— Ch. 1 · Origins And Background —
Treaty on the Final Settlement with Respect to Germany.
~5 min read · Ch. 1 of 7
On the 1st of August 1945, the Potsdam Agreement established provisional terms for governing Germany after World War II. This accord created an Oder, Neisse line that awarded most of Germany's former eastern provinces to Poland and the Soviet Union. German populations in these areas fled or were expelled during the conflict. The German Democratic Republic accepted this border in a 1950 Treaty of Zgorzelec with Poland. West Germany initially rejected the arrangement entirely under the Hallstein Doctrine. It later recognized the border only as provisional in the 1970 Treaty of Warsaw. That treaty stated final status would be decided by a future peace settlement.

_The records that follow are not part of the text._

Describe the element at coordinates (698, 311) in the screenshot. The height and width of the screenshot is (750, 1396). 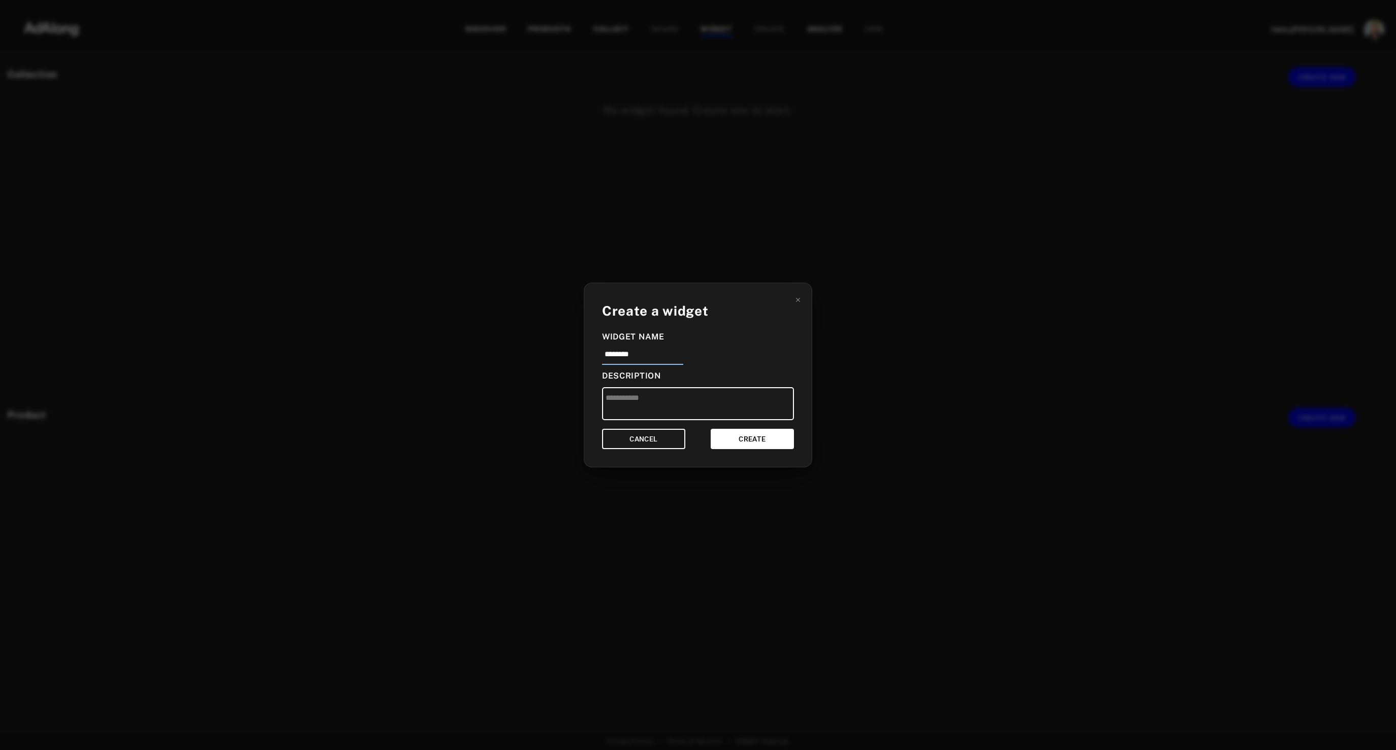
I see `div: Create a widget` at that location.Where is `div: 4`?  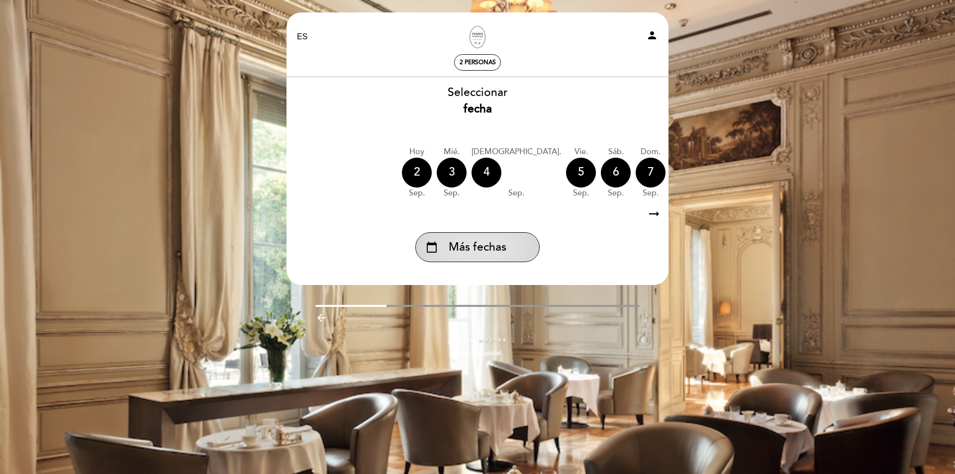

Until the Cold War ended in the late 1980s, little progress occurred toward establishing a single government for all Germans. Consequently, Germany lacked full national sovereignty in many respects. Several developments in 1989 and 1990 collectively termed the Peaceful Revolution led to the fall of the Berlin Wall. A conversation on the 9th of February 1990 between US Secretary of State James Baker and Mikhail Gorbachev in Moscow argued for holding Two-Plus-Four talks.
Negotiation Process
A national election held on the 18th of March 1990 in the German Democratic Republic resulted in a plurality victory for parties favoring reunification. Both German states agreed to accept terms affecting Germany from the Potsdam Agreement to achieve unity. On the 31st of August 1990, the Federal Republic and the German Democratic Republic signed an Unification Treaty describing accession specifics. This enabled international parties to negotiate a final settlement. The Treaty on the Final Settlement with Respect to Germany was signed in Moscow on the 12th of September 1990. It paved the way for German reunification on the 3rd of October 1990. Under these terms, the Four Powers renounced all rights they formerly held regarding Germany including Berlin. Upon deposit of the last instrument of ratification, united Germany became fully sovereign on the 15th of March 1991. Hans-Dietrich Genscher participated in the first round of talks conducted in March 1990 at the Ministry of Foreign Affairs in Bonn.